Conversation

Replying to and
I like the general concept behind Go, just not what they actually created. If they had been deeply familiar with ML family languages, I think there's a very high chance they would have created a language that I'd think is great. It's so close in a sense, yet so far in practice.
2
2
Replying to and
I followed development of Go from the announcement, and I'm very familiar. I made the mistake of choosing it for some projects and have written a fair bit in it. The language design cripples library design so much too, so despite a lot of great library design, they're not good.
1
3
Replying to and
Drop multiple return values and have proper tuples. Replace UTF-8 by convention with real UTF-8. Make pointers non-nullable and replace null with sum types (compiler can still use null). Remove switches, and provide pattern matching instead. Remove lots of more hard-wired stuff.
1
4
Replying to and
The issue is that I want a language with great libraries, tooling and a lot of backing behind it like Go, Rust and Kotlin. I usually want a high level language with garbage collection. Rust fits most of what I want for a low-level language, other than supporting unwinding at all.
1
1
Replying to and
It's the invisible control flow that I dislike. Not a fan of call/cc, exceptions, etc. I do like more structured approaches like coroutines, generators, async/await, etc. I like the *idea* behind Go of a simple language easy to read and understand but I don't think it succeeds.
1
2
It seriously lacks important tools to make code composable and reusable. I find it painful to write application code in it, and far more painful to make libraries because I care a lot about making high quality library APIs.
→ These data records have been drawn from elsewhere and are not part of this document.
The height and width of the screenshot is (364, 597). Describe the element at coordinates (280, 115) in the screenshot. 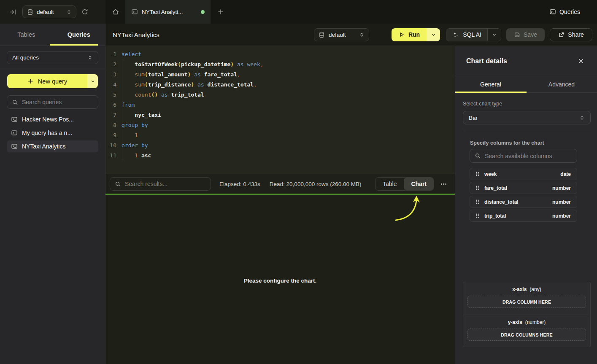

I see `code-line: 7 nyc_taxi` at that location.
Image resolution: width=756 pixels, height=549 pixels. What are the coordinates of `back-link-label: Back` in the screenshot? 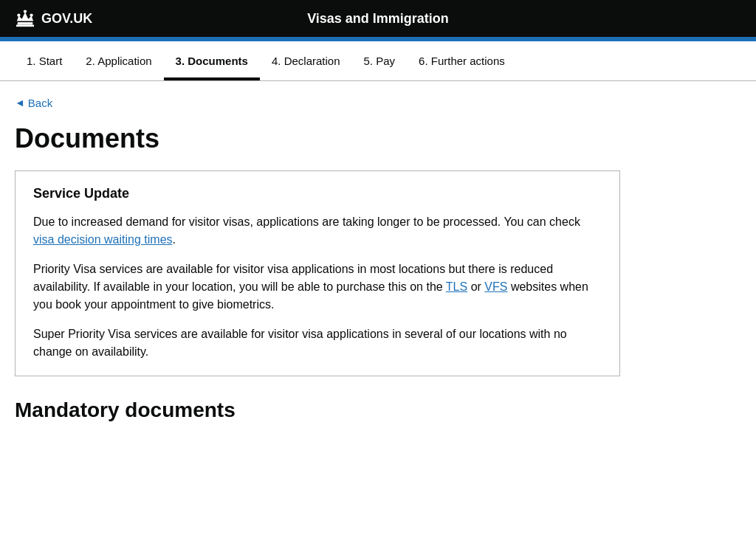 It's located at (40, 103).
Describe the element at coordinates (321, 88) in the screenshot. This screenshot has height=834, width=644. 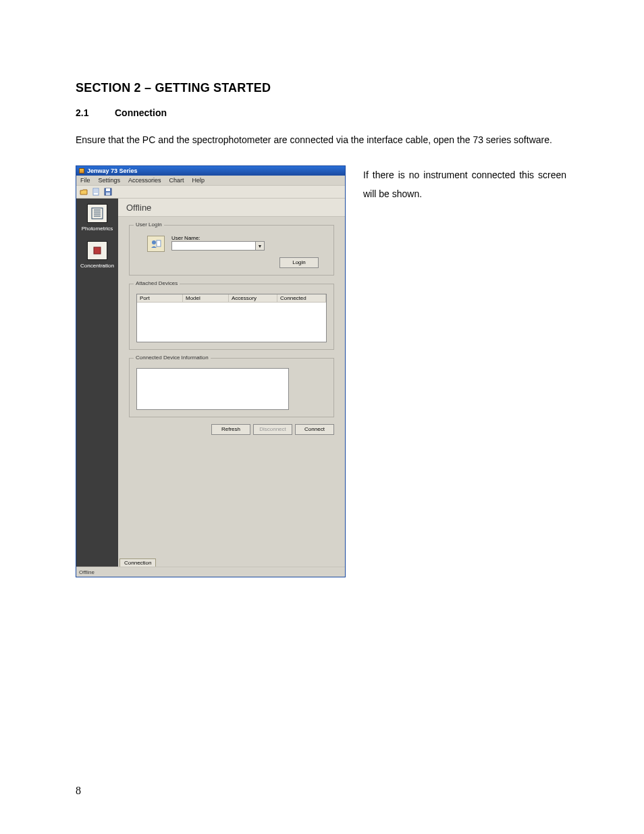
I see `section-title: SECTION 2 – GETTING STARTED` at that location.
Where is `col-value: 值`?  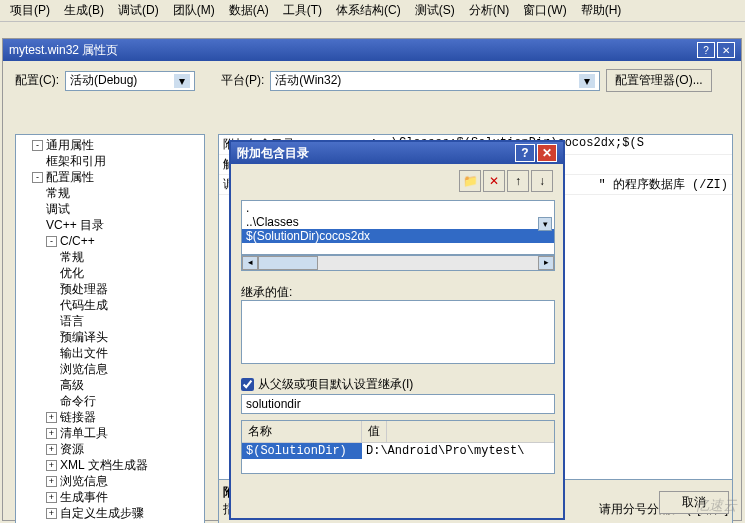
col-value: 值 is located at coordinates (374, 432).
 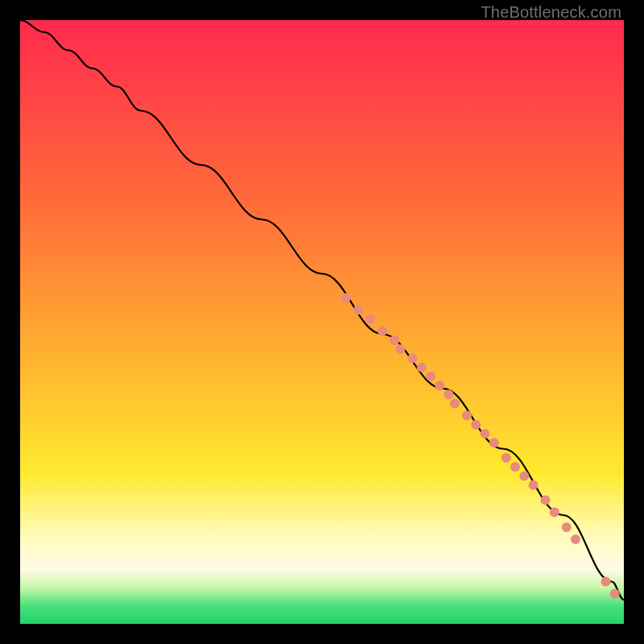 What do you see at coordinates (551, 13) in the screenshot?
I see `watermark-text: TheBottleneck.com` at bounding box center [551, 13].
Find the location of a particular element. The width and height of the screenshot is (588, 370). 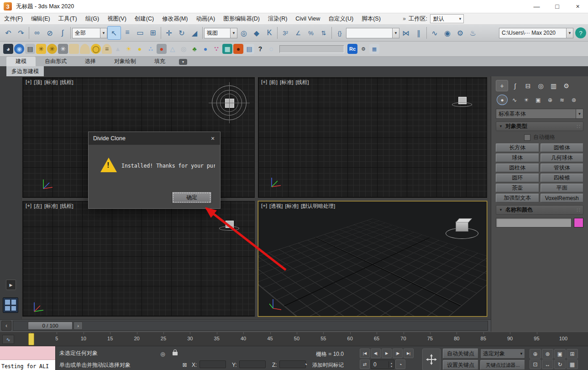

menu-item: 视图(V) is located at coordinates (117, 19).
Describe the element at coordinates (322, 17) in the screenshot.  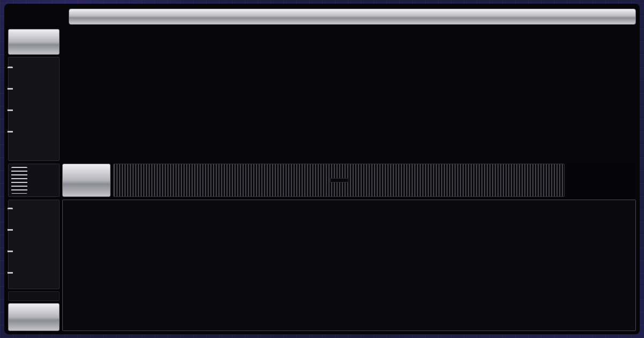
I see `header-row` at that location.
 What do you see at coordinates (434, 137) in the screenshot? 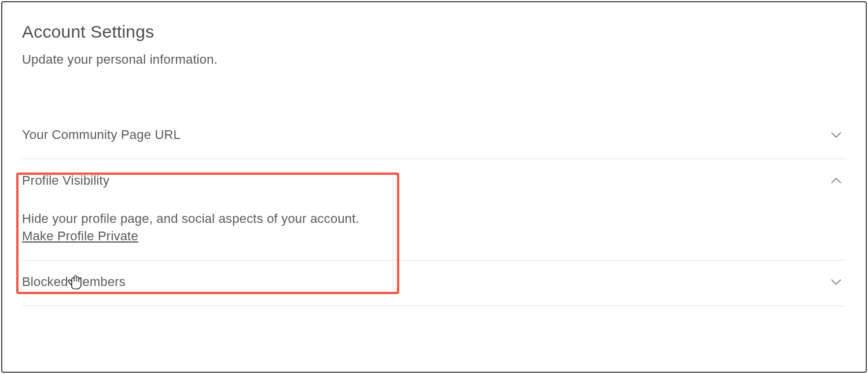
I see `section-community-url: Your Community Page URL` at bounding box center [434, 137].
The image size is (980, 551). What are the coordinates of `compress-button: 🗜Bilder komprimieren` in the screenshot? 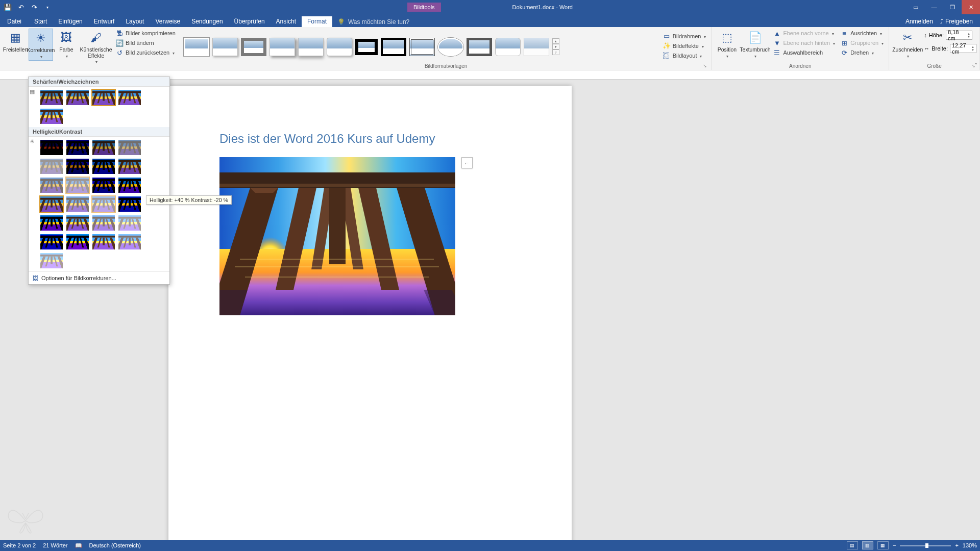 It's located at (145, 33).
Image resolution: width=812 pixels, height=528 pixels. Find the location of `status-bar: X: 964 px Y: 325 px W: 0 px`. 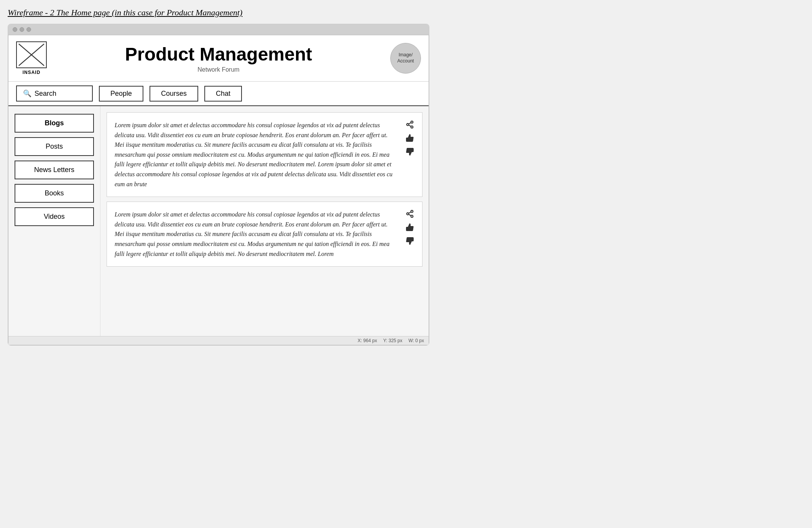

status-bar: X: 964 px Y: 325 px W: 0 px is located at coordinates (219, 340).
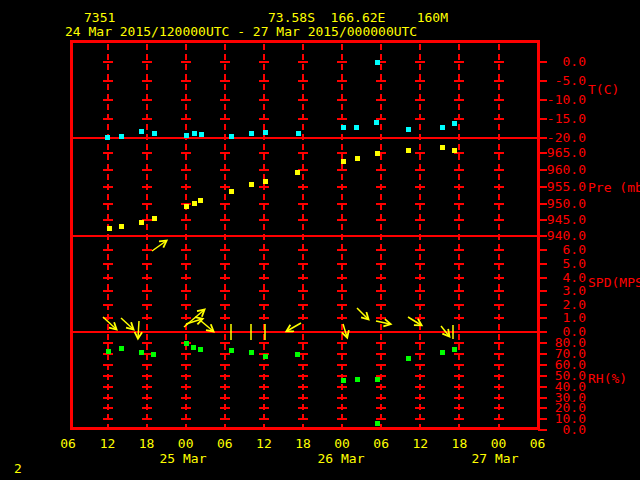 This screenshot has width=640, height=480. I want to click on page-number: 2, so click(18, 468).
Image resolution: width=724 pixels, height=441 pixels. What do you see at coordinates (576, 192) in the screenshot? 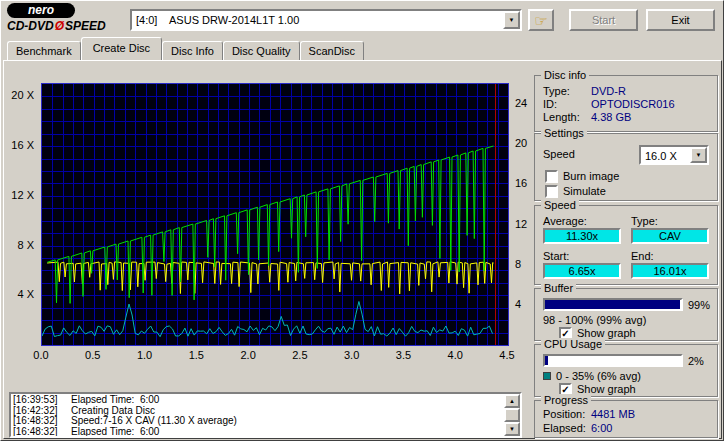
I see `simulate-option: Simulate` at bounding box center [576, 192].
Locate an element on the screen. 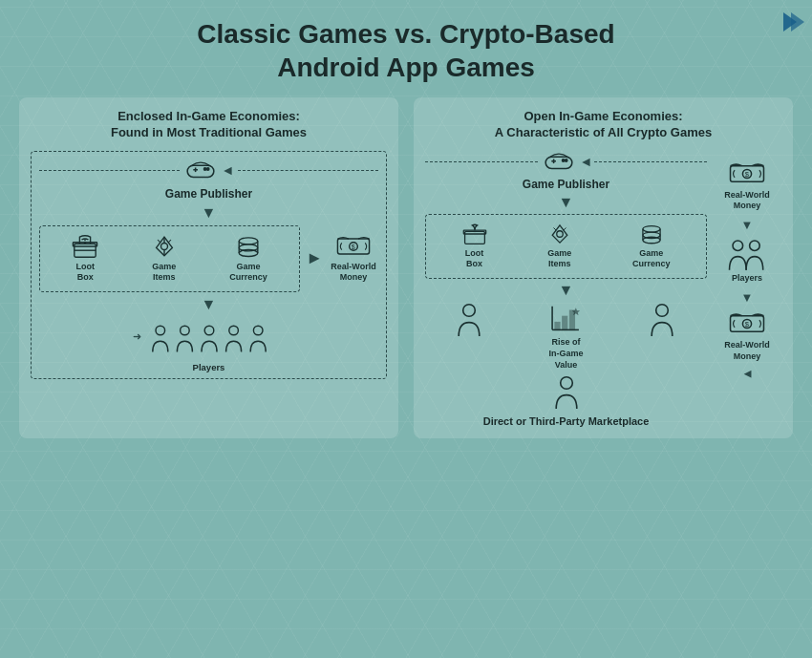  right-heading: Open In-Game Economies: A Characteristic… is located at coordinates (604, 125).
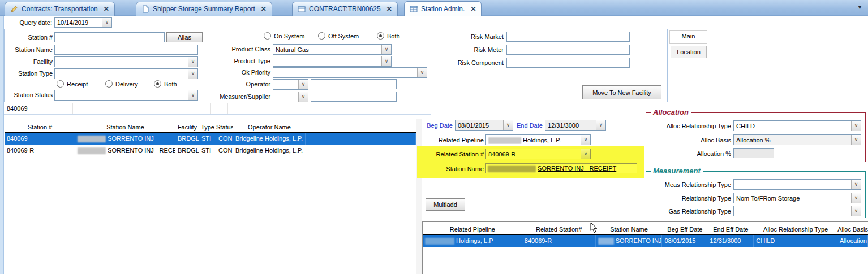 This screenshot has height=274, width=868. I want to click on cell-operator: Bridgeline Holdings, L.P., so click(269, 150).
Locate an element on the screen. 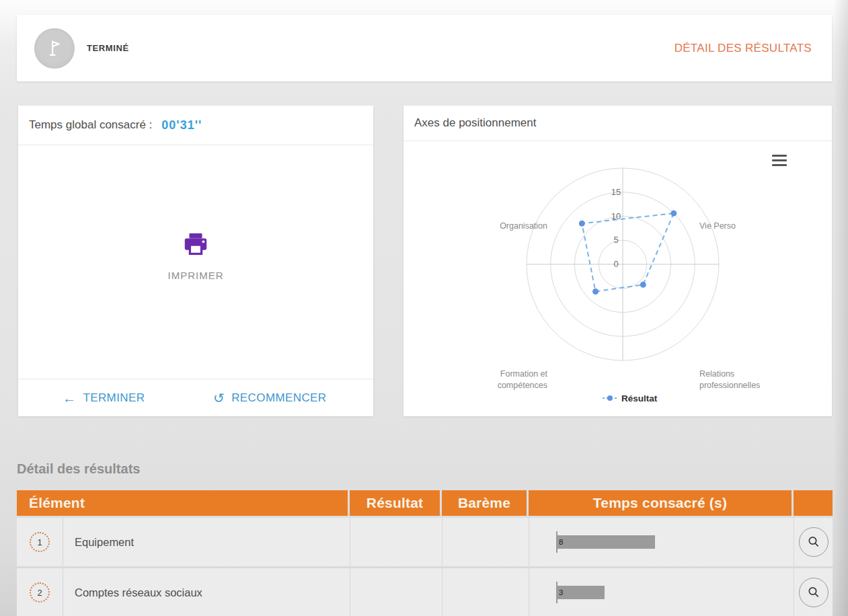  finish-button-label: TERMINER is located at coordinates (114, 398).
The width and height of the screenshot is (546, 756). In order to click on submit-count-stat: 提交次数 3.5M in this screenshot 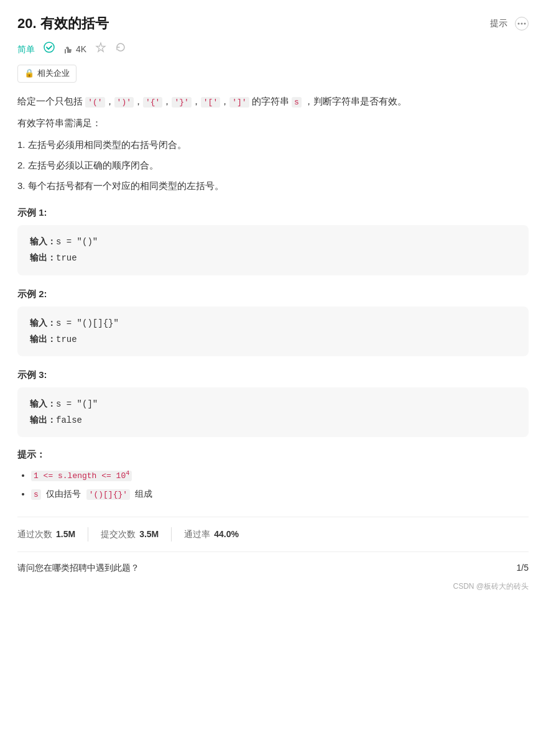, I will do `click(130, 534)`.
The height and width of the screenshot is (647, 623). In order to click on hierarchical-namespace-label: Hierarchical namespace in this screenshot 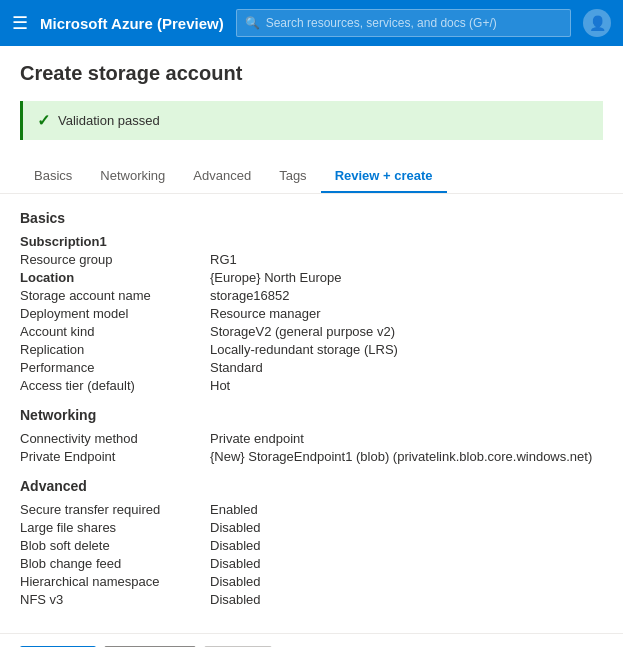, I will do `click(115, 582)`.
It's awful being forced into casting / reflection.
1
Not a fan of how they did interfaces. I don't want the reflection / type assertions / casting at all. It's awful passing something as an interface to an API and not knowing it if only uses it via the interface, or figures out the type internally and maybe casts it. Not a fan.
1
1
Not convinced implicit interface implementation much verbosity, and it certainly causes a massive amount of code duplication when you compare it to being able to define a type class in a library and implement it for all the standard types. The stdlib sort is a super sad example.
1
Interfaces as objects are fine but *please* no reflection. If there's going to be reflection, it should be via built-in interface like Any. They kinda have interface inheritance so it really feels almost like type classes but it's just wrong and awful. Also implicit == conflicts.